© 2024 WEKU
Lexington's Radio News Leader
Play Live Radio
Next Up:
0:00
0:00
0:00 0:00
Available On Air Stations

Win For Wetlands: Program Helps Farmers Conserve More Flood Prone Land

Nicole Erwin/ Ohio Valley ReSource

West Kentucky farmer Judy Wilson says her family is a bit of a sundry bunch.

“We love the farm, but we also love all the nature,” she said.

Wilson is driving down a back-country road that divides two fields, to the left is her soybean crop and to the right is 102 acres that she has placed in the Wetland Reserve Enhancement Program, something her husband always wanted.

 

“After he died my daughter and I decided to go for it,” Wilson said. “That’s low ground so that all would flood.” The WREP allows her to live out her husband’s legacy.

 

 

Credit Nicole Erwin/ Ohio Valley ReSource
Storms approach as Judy Wilson tours conserved plots of her farm

WREP is a U.S. Department of Agriculture program funded through the Farm Bill. It offers landowners the opportunity to protect and restore wetlands on their property. Landowners like Wilson are paid for each acre of farmland taken out of production permanently.

Wilson explained that the farmers in the area are at the mercy of the mighty Mississippi River.

“It’s always been flooding. But it does seem like more,” she said. “It seems like more land has been maybe cleared and so it’s affecting more land.”

Credit Nicole Erwin/Ohio Valley ReSource
Riparian habitat on Judy Wilson’s farm.

Nitrates from agricultural, industrial and urban runoff create areas of low oxygen, or hypoxic zones, where marine life struggles to survive. The Gulf of Mexico has the second largest hypoxic zone in the world.

Murray State biologist Michael Flinn wants to better understand how the water drained from the Mississippi Riverinto the Gulf could be filtered through soil.

“We want to know what is the concentration of nutrients that exists in that water when it starts to flood. And then what is the concentration of the nutrients in that water when it goes back out into that channel, after that restored wetland has had a chance to chew on it,” Flinn said.

Rising Flood Problems

The Pew Charitable Trusts reportsflooding is the fastest-growing, most costly type of natural disaster in the U.S., and long-term climate data show that parts of the Ohio Valley are highly vulnerable. The federal government’s National Climate Assessment shows that over the past 50 years heavy downpours, linked to flash flooding, have increased at a higher rate in parts of the Ohio Valley than anywhere else in the country.

Land use can, of course, determine where the water goes in those heavy rains, and farms play a role. Over the years wetlands have been stripped and drained to grow crops. And as waterways have been channeled to work with farms and ditches, many of the natural twists and turns that regulate momentum in streams have been removed.

Those features are also habitat that some wildlife depend on, such as the endangeredrelict darterfish that lives in theBayou de Chien, a waterway in the Mississippi floodplain in western Kentucky.

“It’s endemic. It’s not found anywhere else in the world except in the upper watershed of Bayou de Chien, which is really interesting,” Shelly Morris said. She is project lead for the Nature Conservancy. “By taking these lands and putting them back into conservation cover, providing habitat, providing better cleaner water, we’re impacting everything,” she said.

 
Farm Bill Effects

The WREP could become more important as other wetlands protections come under assault. Under the Trump administration, the Environmental Protection Agency is attempting torepealthe 2015 application of the Waters of the United States rule, also known as the Clean Water Rule. This would remove protections placed by the Obama administration on areas including wetlands.

The final comment period closes August 13.

The Farm Bill being debated in Congress could have significant effects well beyond farms, including on our waterways.

WEKU depends on support from those who view and listen to our content. There's no paywall here. Please support WEKU with your donation.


EXERCISE OBJECTIVE
Each line from the one holding "Describe the element" to the last line of the listing must be set down exactly. No pictures are to be included.

GIVEN INFORMATION
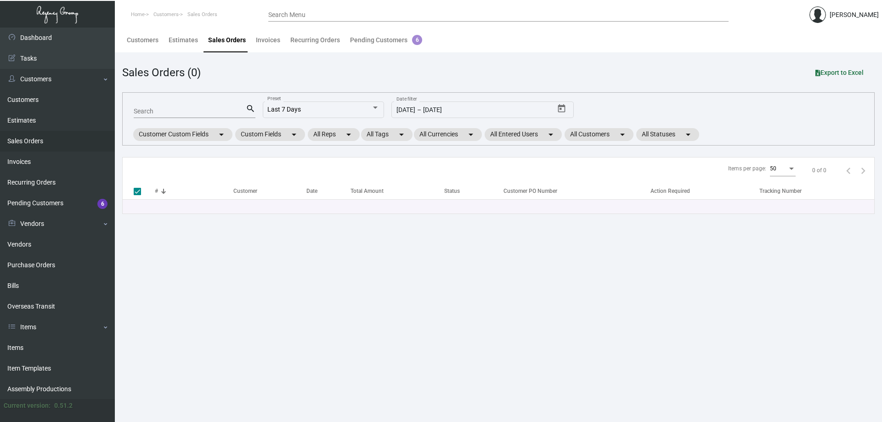  I want to click on span: Last 7 Days, so click(284, 109).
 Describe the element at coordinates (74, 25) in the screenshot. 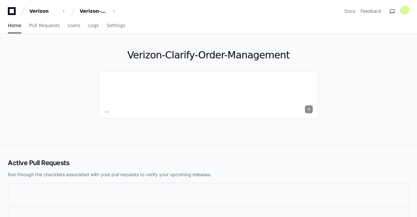

I see `span: Users` at that location.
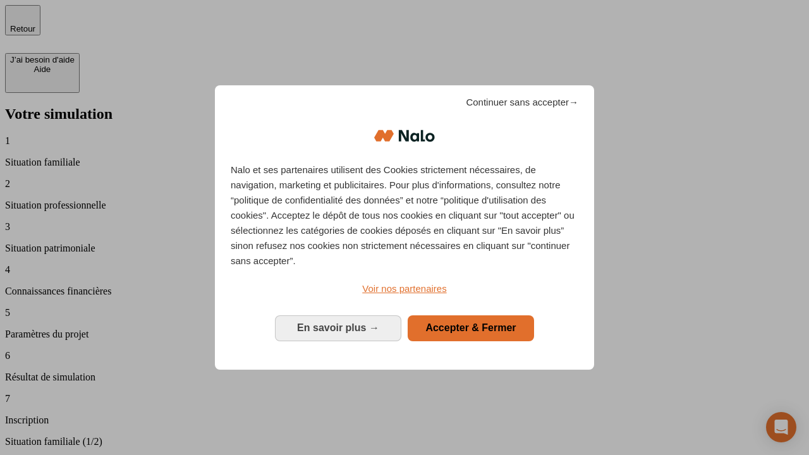 This screenshot has width=809, height=455. What do you see at coordinates (404, 289) in the screenshot?
I see `a: Voir nos partenaires` at bounding box center [404, 289].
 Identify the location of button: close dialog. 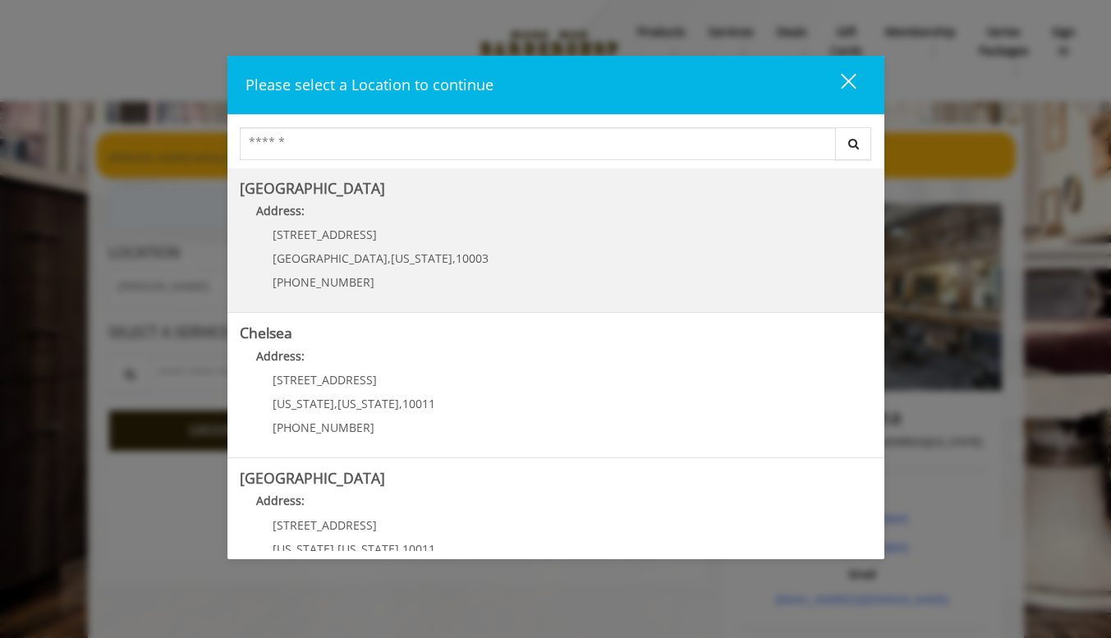
(839, 85).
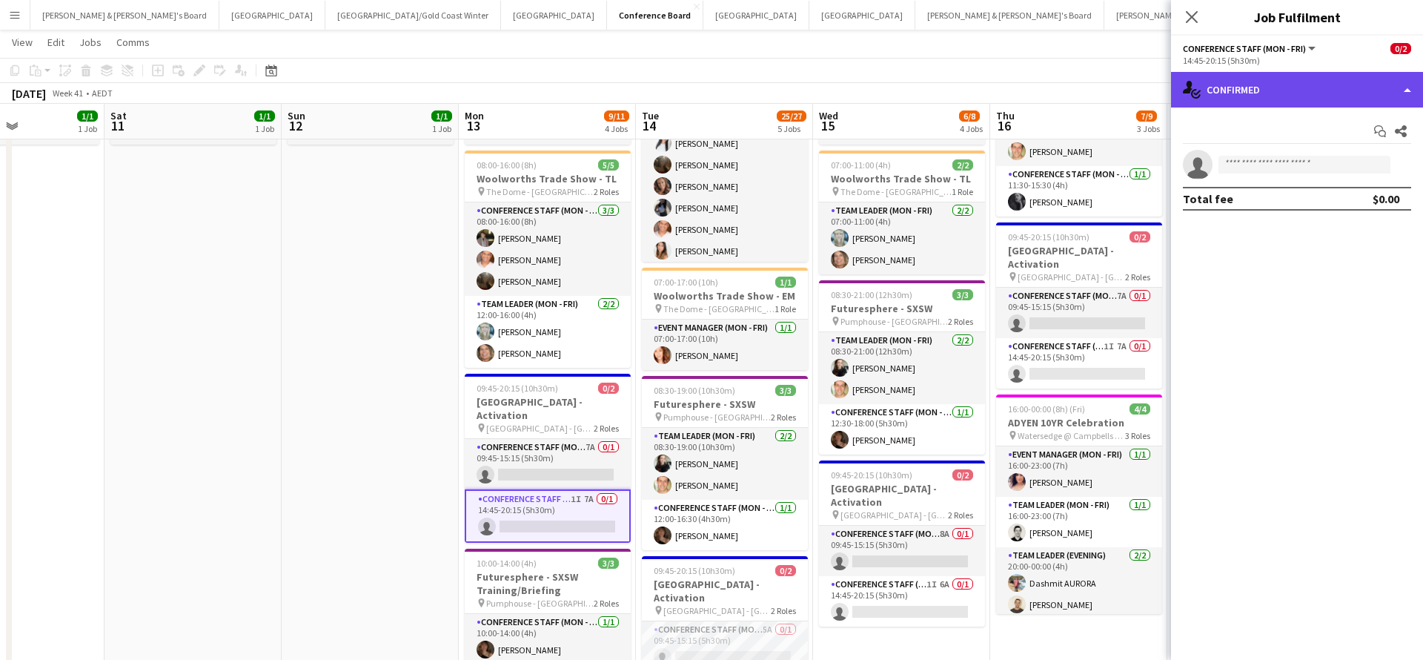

WRITTEN SOLUTION
 Describe the element at coordinates (74, 25) in the screenshot. 

I see `span: Users` at that location.
 This screenshot has width=809, height=455. What do you see at coordinates (404, 289) in the screenshot?
I see `a: Voir nos partenaires` at bounding box center [404, 289].
 Identify the location of button: close dialog. 
(839, 85).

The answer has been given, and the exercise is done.